I have a photo and a caption in the current July / August issue of Orion. I love that on the page after me is a piece by Bill McKibben, and also in the issue work by Scott Russell Sanders. These guys have been major influences on my early environmental thinking. But to see my wife and sandhill cranes go to page 9.
I also won a $100 gift certificate from Prairie Nursery, 1st place in their photo contest for an image of a pasque flower (it's in the Flickr rotation on the top right of the blog).
I have decided to self publish my second memoir this summer--Sleep, Creep, Leap: The First Three Years of a Nebraska Garden. I went through so much wasted time and torture trying to find agents and presses for the other unpublished memoir--Morning Glory: A Story of Family and Culture in the Garden--that I just want to short circuit what seems to be a broken system and have more time to work on my Oklahoma memoir, Turkey Red (one more trip to Kansas and Oklahoma in the works). I have a PhD and MFA, tons of publications and awards, and I hear plenty of good things about my writing--in fact, SCL came close at one press. So, might as well try this.
I know that self publishing can be career suicide in my profession, a professor (an unemployed one), so I won't put it on my cv. My hope is to drum up enough sales to attract an agent or press, which seems to be the new paradigm in publishing. Of course, I could fall hard on my bum, too. But so what? I've been working on a cover image for Kindle, iPad, Nook, Sony Reader, Mac, and PC. Then I will work on the difficult specs for a print-on-demand paperback. I figure the ebook will be $3-4 and the paperback $7-10 (100 pages). Sound ok? How much would you pay for either?
Here's a table of contents for Sleep, Creep, Leap.
And here's the cover image I've been playing with (trying to make it look like both a how-to horticultural book and a literary memoir):
13 comments:
I will enthusiastically buy an ebook copy of sleep/creep/leap!!!
One down, a few thousand to go Anonymous! Thanks! :) Stay tuned in August-ish.
Just found this blog a week or two ago. Love your work. You have a real talent, to be sure. As a reformed poet, midwesterner, and long-suffering English major, I applaud your work.
Keep it up!
I also see more and more bloggers publishing e-books. Is that an option for you?
I imagine your CV could carry a self-published literary book - as soon your sales figures fly! How will you advertise the new book, apart from here on your blog? Pity you didn't have flyers for your garden visitors. I am sure they would have bought, if it had been available to them.
Jim--Now, what exactly is a reformed poet? Thank you for your kind words and for saying hello!
D--Are those bloggers publishing their blogs, or real books? I've thought about offering my blog via Kindle, I know a few folks do that. My CV would be destroyed if I put "self published book" on there. You don't do that! It's not respected or even considered real, to say the least. And there are good reasons for that. Once sales fly (hahahaha choke) then I take it to an agent or press, then I get a real book--and maybe books.
I hear you Benjamin, but I think the times they are a changing beyond the ivory towers.
When I worked in the University library in Zurich one of the physics professors was mentioned, for an article on colour, in a women's magazine Annabelle. He was much amused to suddenly have so many readers!
Print on demand is another option (which you will be doing?)
No these bloggers are offering 'books' on a theme, not just their blog. Hang on ...
See top right on her sidebar?
Another one.
Garden related this time
Ah, I forgot Nan was doing one, too. Nice links. I had a popular website link to my blog a week or two ago, and I went from 80 visits a day to over 200 for a week. It was nice.
Yes, I'lll do POD (takes much longer to tweak!), but for an ebook, I'm going to pay Bookbaby $100 to properly format it for the main 4 e-readers--Nook, Sony, Apple, Kindle. I could do it myself, but as Nan points out, each one looks different so you'd have to tweak each one yourself, and I can't. Plus, I do have other books to work on!
I would buy it, and I'm usually a library-only person.
Kathy--Lovely! And with an e-version it'll be dirt cheap. Of course, I do plan on a paper copy, too, but it'll be cheap as well. Promise.
Go for it, Benjamin. Self-publishing is the new black in the book world. It seems none of the publishers has the guts to go with their instinct - they just wait until there's a consensus that the work is good.
http://www.guardian.co.uk/books/2011/jun/24/self-publishing
Victoria--Nice piece, though it makes it sound so excitedly simple. I worry a lot about my cover design, but I can't afford to spend hundreds on it. And then marketing. I think the writing will strike a note with many, but who knows? How do you get it out there when it's an e-book? And there's so very much e-noise these days!
Self publishing in no longer career suicide. I did it in 2010, and this year that same book is out by a major NY publisher. Go for it. Attract the attention your fine work deserves.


[DIRECTIONS]
Print what the records say exactly, and omit the pictures.

Entries from a visual dataset:
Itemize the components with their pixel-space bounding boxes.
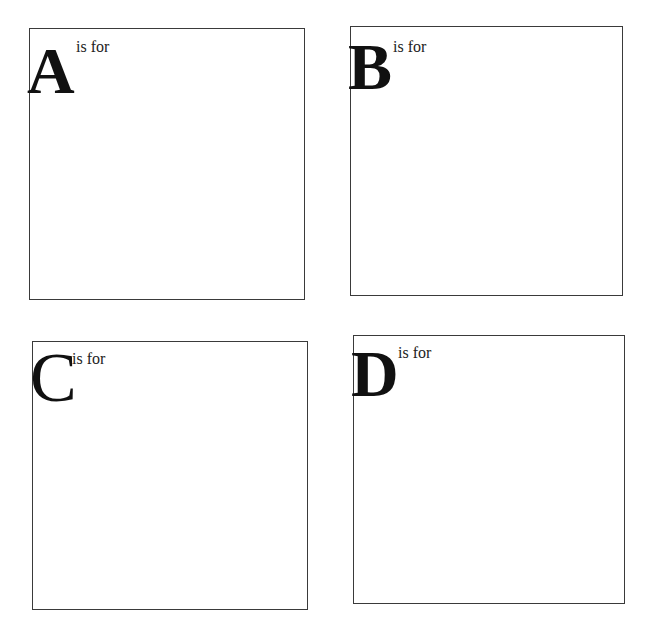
is-for-label-d: is for	[398, 344, 431, 362]
letter-card-c: C is for	[32, 341, 308, 610]
is-for-label-c: is for	[72, 350, 105, 368]
is-for-label-a: is for	[76, 38, 109, 56]
big-letter-d: D	[351, 346, 399, 402]
big-letter-b: B	[348, 39, 392, 95]
letter-card-a: A is for	[29, 28, 305, 300]
big-letter-c: C	[30, 350, 77, 406]
letter-card-d: D is for	[353, 335, 625, 604]
letter-card-b: B is for	[350, 26, 623, 296]
is-for-label-b: is for	[393, 38, 426, 56]
big-letter-a: A	[27, 43, 75, 99]
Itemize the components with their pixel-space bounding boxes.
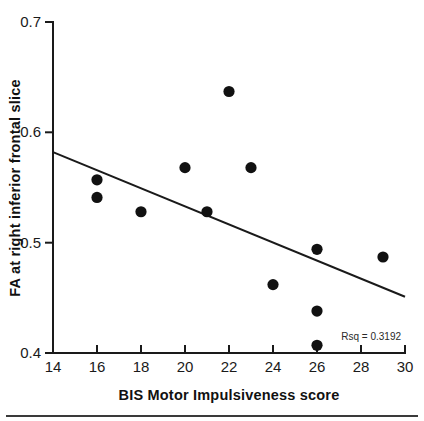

[COMPLETED TASK]
Itemize the components with their pixel-space bounding boxes.
is-for-label-d: is for	[398, 344, 431, 362]
letter-card-c: C is for	[32, 341, 308, 610]
is-for-label-c: is for	[72, 350, 105, 368]
is-for-label-a: is for	[76, 38, 109, 56]
big-letter-d: D	[351, 346, 399, 402]
big-letter-b: B	[348, 39, 392, 95]
letter-card-a: A is for	[29, 28, 305, 300]
big-letter-c: C	[30, 350, 77, 406]
letter-card-d: D is for	[353, 335, 625, 604]
letter-card-b: B is for	[350, 26, 623, 296]
is-for-label-b: is for	[393, 38, 426, 56]
big-letter-a: A	[27, 43, 75, 99]
Itemize the components with their pixel-space bounding boxes.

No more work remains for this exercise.